Opening day at the Van Sant School, 1913. (Source: Michael Wigh, “Brandon, Florida: Images in Time.” Page 215.)

By Charles Nelson

Recently, a reader asked about the location of Valrico’s defunct Van Sant School. Thanks to a 1916 map of Valrico, the school’s location is certain: the southwest corner of Eucalyptus Ave. (today: Lumsden Ave.) and Valrico Rd. The one-room school welcomed students for only 10 years, from 1914 to 1923. Sadly, the white brick school building no longer exists. Yet, its history was significant in Valrico’s past.

The village of Valrico, called initially Long Pond, was settled before the Civil War. The little community boomed in the 1890s following railroad service, but an 1895 hard freeze encouraged many new settlers to leave. In 1910, the population had withered to less than 50.

By 1911-12, several well-to-do men, William Miller, J.B. Hamner and a few others, scoured Florida’s west coast, looking for a place to build their new community. They chose Valrico and soon constructed their large homes along Hopewell Rd. (now U.S. 60), reinvigorating the tiny hamlet. Among them was a former governor of Minnesota, Samuel R. Van Sant.

After an early career of building steamboats with his father on the Mississippi River, Van Sant entered public life in Minnesota. A staunch Republican, he served as speaker of the House and served two terms as governor of Minnesota from 1901 to 1905. He earned a reputation as a vigilant ‘trust-buster,’ fighting against railroad interests in his state.

After retirement, the Grand Army of the Republic, a national fraternal organization of Union Army veterans, elected Van Sant as their commander-in-chief. As commander, he was the first to tour the South and invite “boys in blue and boys in gray to sit around campfires together.”

In 1912, Van Sant bought land near Valrico, intending to establish grapefruit and orange groves. In 1914, he built an opulent home on Hopewell Rd. that he named the ‘Anchorage’ in memory of his steamboating days. He became fast friends with Judge Hamner, a former Confederate general. These two friends built their homes adjacent to one another.

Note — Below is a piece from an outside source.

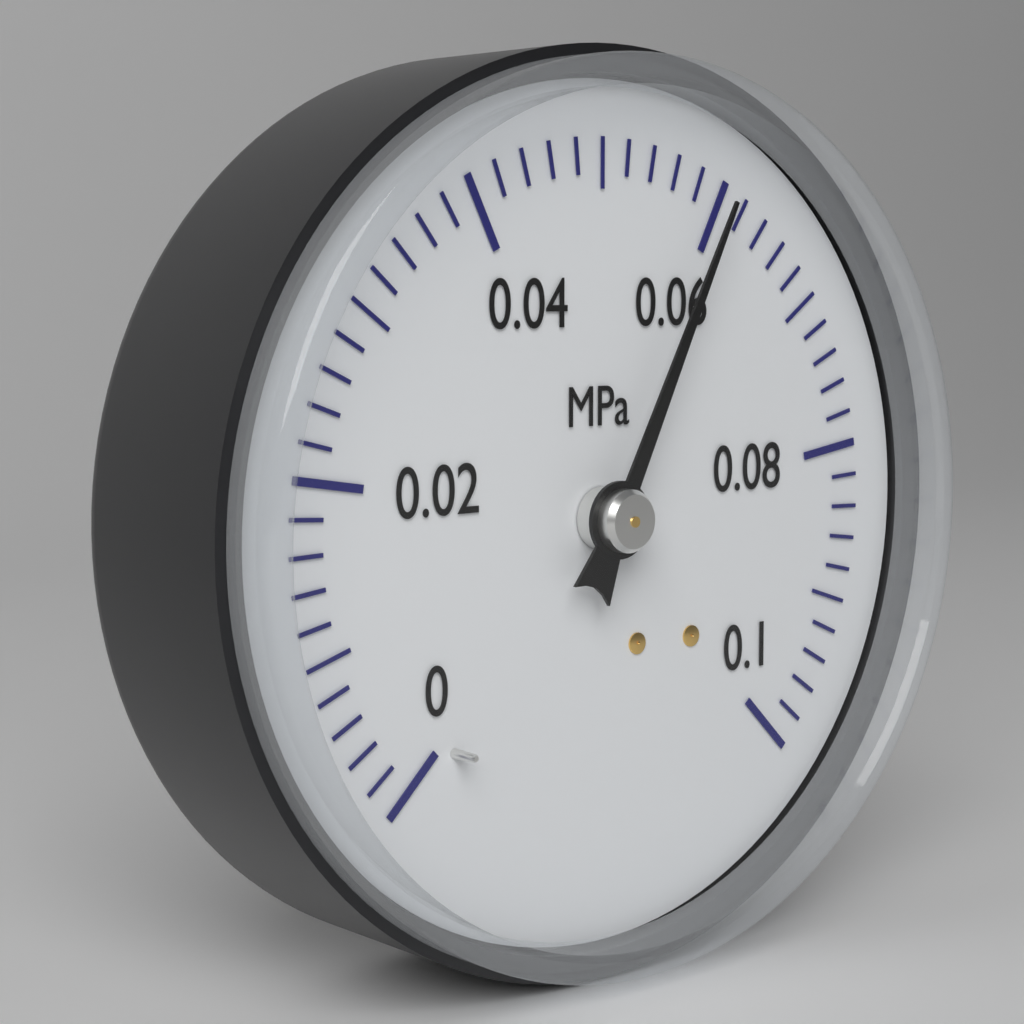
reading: 0.060 MPa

These latest Valricans intended to build a new, more prosperous community. They established the Valrico Improvement Association that worked diligently to boost the new town by constructing a bank, a train depot and a community civic center. (Only the civic center building remains.) They also believed a new school was essential, but Hillsborough County balked, citing a lack of funds.

Undaunted, the residents themselves constructed a new schoolhouse, naming it the Van Sant School in honor of their neighbor, the former Minnesota governor.

After a month’s delay from heavy rains, the school opened its doors in October 1913. Ten children enrolled that first year. State school officials admired the one-room bungalow-style structure, calling it the best example of its type in Florida.

Attendance numbers at the school have been hard to come by, but it seems that the Van Sant School grew slowly. The county school board, always seeking to maximize its budget (then, as now), asked Brandon and Valrico citizens to approve a consolidation of the Van Sant School into the larger Brandon School. Valrico voters delayed their vote for a year to assess how well other mergers into Brandon had gone.

In 1922, voters in both districts approved the consolidation with 59 in favor and only two opposing votes. At the end of the Spring term in 1923, the school closed for good.

By October 1925, Van Sant had sold his Valrico home for $30,000 and was looking to move to Tampa. He continued to winter in Tampa, but on his way to Florida for the 1936 season, he died of heart failure in October, at the age of 92.

Many of the men who encouraged Valrico’s growth also left town. By 1929 and the stock market crash, their visions of a thriving Valrico community were over. The dreamers were gone.

What became of the school? Newspaper advertisements offered the school’s land for sale in 1923-1925. It’s not yet clear on when the building ceased to exist.